Missile Defense: Worth the Wait

Despite recent “rogue state” missile tests, the Obama administration is still sitting on missile defense shield plans for Central Europe, waiting, with wisdom, Jeremy Druker comments for ISN Security Watch.

The recent missile tests by North Korea and Iran would have been an easy excuse for the Obama administration to fast forward Bush-era plans for an ambitious anti-missile defense shield to protect the US and Europe from attacks by “rogue states.” But Washington appears to be sticking to its original intention of reassessing that strategy, and, with each passing week, the wait-and-see approach seems the wisest one.

Key to any decision appears to be the desire for a more constructive relationship with Russia. Moscow has long opposed plans to station parts of the shield in the Czech Republic and Poland, its former satellites, and has claimed that one of the project’s real aims is to contain Russia.

A report released by the EastWest Institute (EWI) last month favors patience. A group of US and Russian scientists and defense experts argue that Iran won’t have the capability to launch a nuclear missile attack on Europe for many years, perhaps as much as a decade.

While that is a risky prediction to make, the report’s other assertions - that Iran would have to be suicidal to even contemplate such an attack, knowing the response, and that the missile system should be constructed with Russian assistance - already make a lot of sense.

As supporters of teaming up with Moscow on missile defense have argued, a regime such as Iran or North Korea would have to be doubly insane to also attack radar sites in Russia and invite a massive retaliation.

On top of that, the Russians continue to link the conclusion of a new Strategic Arms Reduction Treaty (START) with the anti-missile defense shield. The two sides seemed to make progress during the latest round of talks, which finished up 3 June, and there was even talk of an outline deal being ready in time for Obama’s visit to Moscow in early July.

It would be hard to believe that Washington would promise the Russians anything more than to postpone the decision about the shield at this point. But even that would be a significant move that would clarify the current administration’s thinking.

Some Republican lawmakers (who have already complained about recent cuts to the missile defense budget) , the defense establishment and politicians in Central Europe (who had invested so much capital in concluding unpopular Bush-era deals) will surely complain. They will rail about the latest missile tests and the embarrassment of letting an old Cold War enemy help dictate policy. 

Other critics, including many Democrats, will raise questions about whether Washington should plunge into such a close defensive partnership with a country as undemocratic as Russia.

Fair points, many of them, but the administration will need to make clear that the potential payoff of a new START deal - and maybe even a more effective missile shield down the line - would be worth the wait.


→ **What you need to do**: Go to the line in the entries below that holds "The image size is (816, 462)." and repeat exactly from there through the line that holds "The image size is (1512, 801).", inclusive.

→ **Input for this task**:
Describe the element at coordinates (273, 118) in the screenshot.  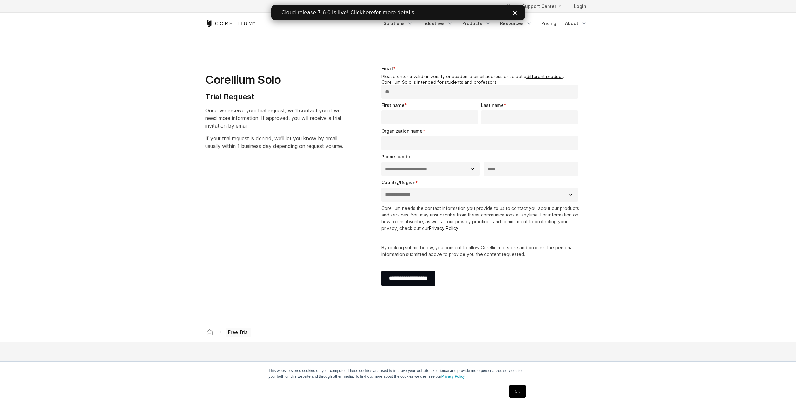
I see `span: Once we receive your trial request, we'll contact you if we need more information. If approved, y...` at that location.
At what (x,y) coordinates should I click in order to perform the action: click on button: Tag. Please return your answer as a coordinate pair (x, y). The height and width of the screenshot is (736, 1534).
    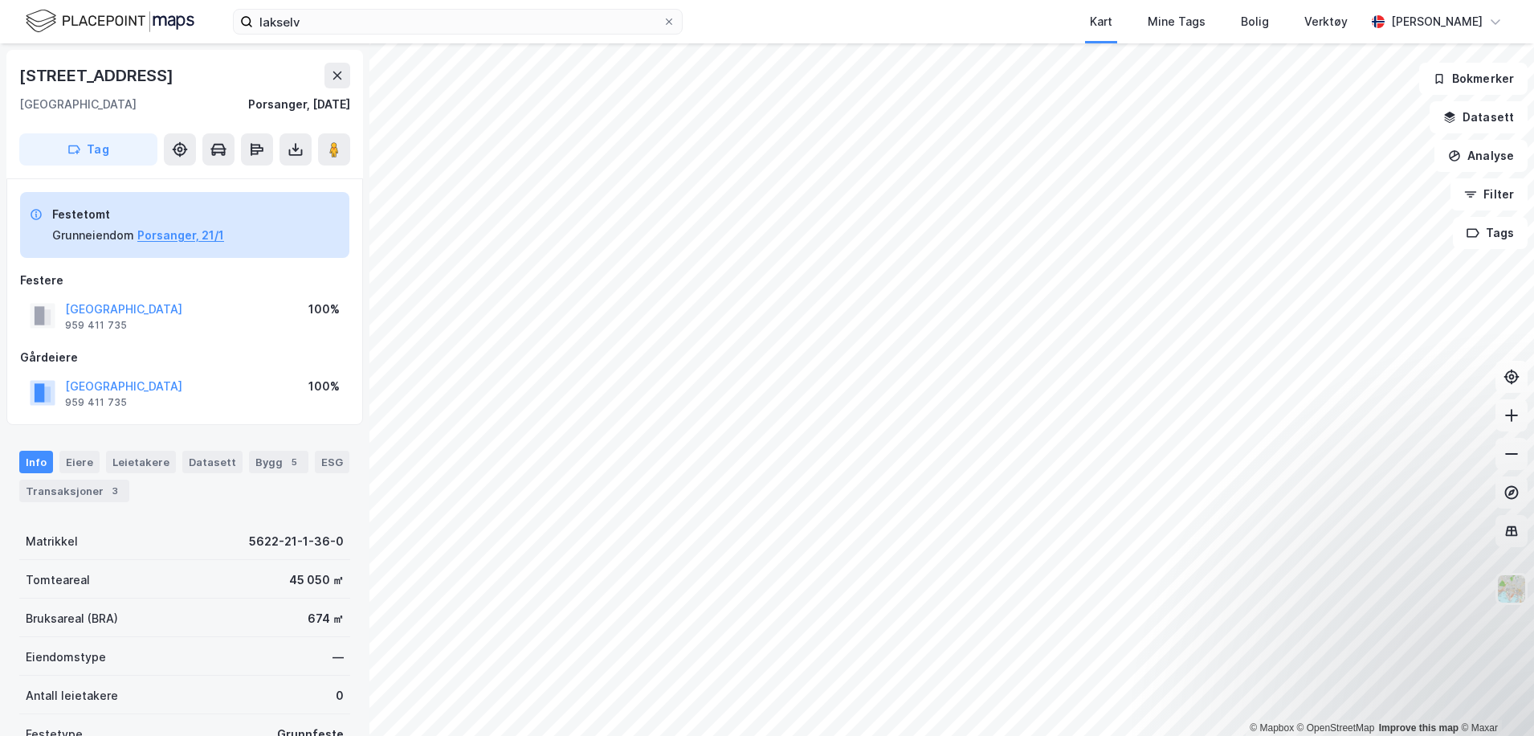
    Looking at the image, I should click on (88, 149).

==

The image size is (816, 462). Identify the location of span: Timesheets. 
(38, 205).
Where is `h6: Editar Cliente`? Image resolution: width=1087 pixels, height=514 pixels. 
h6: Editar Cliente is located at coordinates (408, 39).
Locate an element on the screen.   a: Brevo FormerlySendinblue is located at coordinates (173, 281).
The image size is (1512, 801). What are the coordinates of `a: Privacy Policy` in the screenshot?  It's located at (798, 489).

→ **Worked solution**:
The image size is (816, 462). Identify the location of span: Timesheets. 
(38, 205).
Where is `h6: Editar Cliente`? Image resolution: width=1087 pixels, height=514 pixels. 
h6: Editar Cliente is located at coordinates (408, 39).
Locate an element on the screen.   a: Brevo FormerlySendinblue is located at coordinates (173, 281).
The image size is (1512, 801). What are the coordinates of `a: Privacy Policy` in the screenshot?  It's located at (798, 489).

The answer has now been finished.